The Supreme Court will soon consider whether police must get a warrant before forcing a suspected drunken driver to submit to a blood test, a case that could set a new legal standard for motorists' privacy.

By agreeing on Tuesday to hear the case along with six others, the court has agreed to review close to 40 cases for the nine-month term that begins on Monday.

It will add others in months to come and typically hears 70 to 75 cases a year. Decisions are expected by the end of June.

In the blood-test case, police in the state of Missouri argued they should not have to wait for approval to draw blood given how quickly alcohol dissipates in the bloodstream.

The state's highest court rejected that argument in a January 17 decision, saying the test violated the Fourth Amendment of the U.S. Constitution, which protects against unreasonable searches and seizures.

According to the FBI, about 1.41 million people were arrested in the United States in 2010 for driving under the influence.
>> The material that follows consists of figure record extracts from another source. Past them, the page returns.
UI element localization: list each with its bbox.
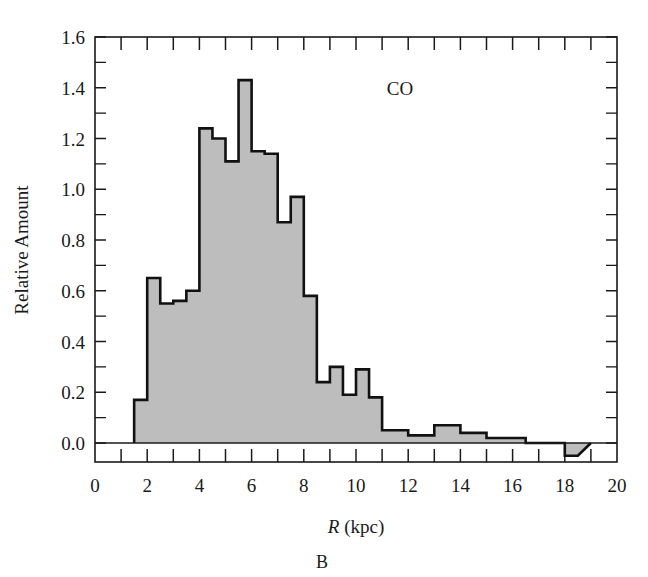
x-axis-tick-label: 14 bbox=[451, 475, 471, 496]
x-axis-tick-label: 6 bbox=[247, 475, 257, 496]
y-axis-tick-label: 1.6 bbox=[61, 27, 85, 48]
y-axis-tick-label: 0.2 bbox=[61, 382, 85, 403]
series-label: CO bbox=[387, 78, 413, 99]
x-axis-tick-label: 10 bbox=[347, 475, 366, 496]
panel-caption: B bbox=[316, 552, 328, 572]
x-axis-title: R (kpc) bbox=[327, 516, 384, 538]
x-axis-title-symbol: R bbox=[327, 516, 340, 537]
x-axis-tick-label: 18 bbox=[555, 475, 574, 496]
x-axis-tick-label: 4 bbox=[195, 475, 205, 496]
y-axis-tick-label: 1.4 bbox=[61, 78, 85, 99]
y-axis-tick-labels: 0.00.20.40.60.81.01.21.41.6 bbox=[61, 27, 85, 454]
y-axis-tick-label: 0.4 bbox=[61, 332, 85, 353]
x-axis-tick-label: 0 bbox=[90, 475, 100, 496]
y-axis-tick-label: 0.8 bbox=[61, 230, 85, 251]
x-axis-tick-label: 16 bbox=[503, 475, 522, 496]
figure-panel: 0.00.20.40.60.81.01.21.41.6 024681012141… bbox=[0, 0, 648, 577]
x-axis-title-units: (kpc) bbox=[339, 516, 384, 538]
x-axis-tick-labels: 02468101214161820 bbox=[90, 475, 626, 496]
x-axis-tick-label: 12 bbox=[399, 475, 418, 496]
y-axis-tick-label: 0.0 bbox=[61, 433, 85, 454]
x-axis-tick-label: 2 bbox=[142, 475, 152, 496]
histogram-area bbox=[134, 80, 591, 456]
y-axis-tick-label: 1.0 bbox=[61, 179, 85, 200]
histogram-chart: 0.00.20.40.60.81.01.21.41.6 024681012141… bbox=[0, 0, 648, 577]
y-axis-tick-label: 0.6 bbox=[61, 281, 85, 302]
y-axis-tick-label: 1.2 bbox=[61, 129, 85, 150]
y-axis-title: Relative Amount bbox=[11, 185, 32, 315]
x-axis-tick-label: 8 bbox=[299, 475, 309, 496]
x-axis-tick-label: 20 bbox=[608, 475, 627, 496]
About 28 people die each day in the United States as a result of drunken driving crashes, according to National Highway Traffic Safety Administration data.

Lewis Katz, a criminal justice specialist at Case Western Reserve University School of Law in Cleveland, said a decision against Missouri could upend a longstanding practice by police to help thwart drunken driving.
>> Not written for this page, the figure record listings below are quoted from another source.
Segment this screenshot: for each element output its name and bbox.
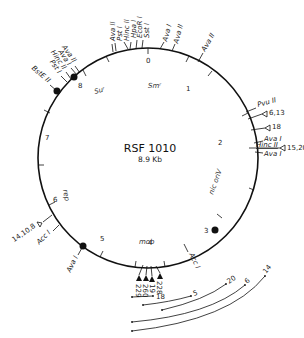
insertion-19: 19 [148, 284, 156, 293]
site-hinc2-right: Hinc II [256, 141, 278, 149]
site-pvu2: Pvu II [256, 96, 277, 109]
deletion-6: 6 [243, 276, 252, 285]
marker-15-20: 15,20 [287, 144, 304, 152]
left-triangle-marker [37, 222, 42, 227]
gene-mob: mob [139, 238, 155, 246]
tick-0: 0 [146, 57, 150, 65]
tick-3: 3 [204, 227, 208, 235]
deletion-5: 5 [192, 289, 199, 298]
site-ava2-top: Ava II [172, 24, 185, 46]
site-acc1-bl: Acc I [34, 229, 52, 247]
deletion-18: 18 [156, 293, 165, 301]
tick-1: 1 [186, 85, 190, 93]
gene-su: Suʳ [93, 85, 107, 96]
plasmid-name: RSF 1010 [124, 142, 176, 155]
tick-2: 2 [218, 139, 222, 147]
site-ava1-bl: Ava I [65, 254, 80, 274]
site-sst1: Sst I [143, 23, 151, 38]
tick-5: 5 [100, 235, 104, 243]
marker-18: 18 [272, 123, 281, 131]
deletion-20: 20 [226, 274, 238, 286]
marker-dot [212, 227, 219, 234]
plasmid-size: 8.9 Kb [138, 155, 162, 164]
marker-line-left [43, 215, 52, 222]
site-ava1-right-2: Ava I [263, 150, 282, 158]
site-line-acc1-bl [53, 225, 59, 231]
marker-6-13: 6,13 [269, 109, 285, 117]
site-ava1-top: Ava I [161, 24, 174, 44]
tick-8: 8 [78, 82, 82, 90]
gene-rep: rep [61, 189, 71, 202]
plasmid-map: 0 1 2 3 4 5 6 7 8 RSF 1010 8.9 Kb Smʳ Su… [0, 0, 304, 338]
insertion-229: 229 [134, 284, 142, 297]
site-line-acc1-br [184, 244, 188, 252]
site-ava2-right: Ava II [199, 32, 216, 54]
deletion-14: 14 [261, 263, 273, 275]
insertion-lines [139, 265, 160, 276]
gene-nic-oriv: nic oriV [207, 167, 224, 196]
insertion-260: 260 [141, 284, 149, 297]
site-bste2: BstE II [30, 64, 52, 84]
tick-6: 6 [53, 196, 58, 204]
gene-sm: Smʳ [148, 82, 162, 90]
marker-14-10-8: 14,10,8 [11, 222, 37, 244]
tick-7: 7 [45, 134, 49, 142]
"The Supreme Court has generally in the last four decades been sympathetic to police claims in this area of warrants, but this is an entirely different area because of the intrusion into the body," Katz said. "Invasion of the body is the greatest invasion of privacy there could be."

BLOOD SAMPLE

Tyler McNeely had been pulled over for speeding just after 2 a.m. on October 3, 2010, by a Missouri highway patrolman, who then took him to a nearby hospital. A technician measured McNeely's blood-alcohol content at 0.154 percent, nearly twice the legal limit, roughly 25 minutes after he had been pulled over.

The Missouri Supreme Court agreed with McNeely that the blood sample should be suppressed, finding that there were no "special facts" or "exigent circumstances" to justify obtaining it in a hurry.

Courts have split over whether the natural, rapid dissipation of alcohol in the bloodstream, typically 0.015 percent to 0.020 percent an hour, creates enough urgency to allow the warrantless drawing of blood.

Missouri argued that the state Supreme Court misinterpreted a 1966 U.S. Supreme Court precedent that upheld the warrantless drawing of blood from a man who had recently been in a car accident. The U.S. Supreme Court said that "special facts" justified that search.

McNeely is represented by the American Civil Liberties Union. In court papers, he said at least 27 U.S. states had laws banning the warrantless, nonconsensual drawing of blood.

GABELLI; WEST VIRGINIA

The Supreme Court also agreed to consider an appeal by fund manager Marc Gabelli, a son of famed investor Mario Gabelli, who accused the Securities and Exchange Commission of waiting too long to bring a civil case relating to so-called market timing.

Marc Gabelli, a former portfolio manager at Gabelli Funds LLC, and Bruce Alpert, a chief operating officer for the firm, were accused by the regulator of letting a British firm secretly conduct hundreds of market-timing trades in the Gabelli Global Growth Fund between 1999 and 2002.

The SEC did not sue until April 2008, which Gabelli and Alpert said was beyond the five-year statute of limitations since the last suspect trade had taken place, in August 2002.

A federal appeals court saw no problem with the delay, saying the SEC would have had no reason to uncover the matter prior to September 2003, when then-New York Attorney General Eliot Spitzer announced an industrywide probe into the practice.

Market timing involves rapid trading in violation of funds' rules, and at the expense of ordinary investors who lack the privilege.

In a separate decision, the Supreme Court also overturned a lower court order that had thrown out West Virginia's congressional redistricting map, which opponents claimed did not treat all votes equally.

The Supreme Court said a federal district court panel erred in striking down a redistricting map that critics said allowed too much variation in the population of various districts, and also devalued the votes of people in the state's faster-growing Eastern Panhandle.

In an unsigned opinion, the Supreme Court said the panel failed to give deference to West Virginia's legitimate reasons for drawing the map, including a desire not to split counties between districts, and to avoid pitting incumbents against each other. The state has three congressional districts.

Other cases the Supreme Court agreed to decide:

  • Whether the federal government can claim immunity over the alleged sexual assault of an inmate by three guards at a prison in Lewisburg, Pennsylvania.
  • Whether lawyers could obtain personal information about drivers from state motor vehicle records, with a goal of trying to find plaintiffs to pursue litigation.
  • Whether medical personnel in the military are entitled to immunity, in a case involving an alleged "battery" over an eye surgery procedure that did not go as planned.
  • Whether a state has power to recover money it spent on Medicaid payments to victims of negligence and other private wrongs known as torts, when the recipients also recover from an outside source.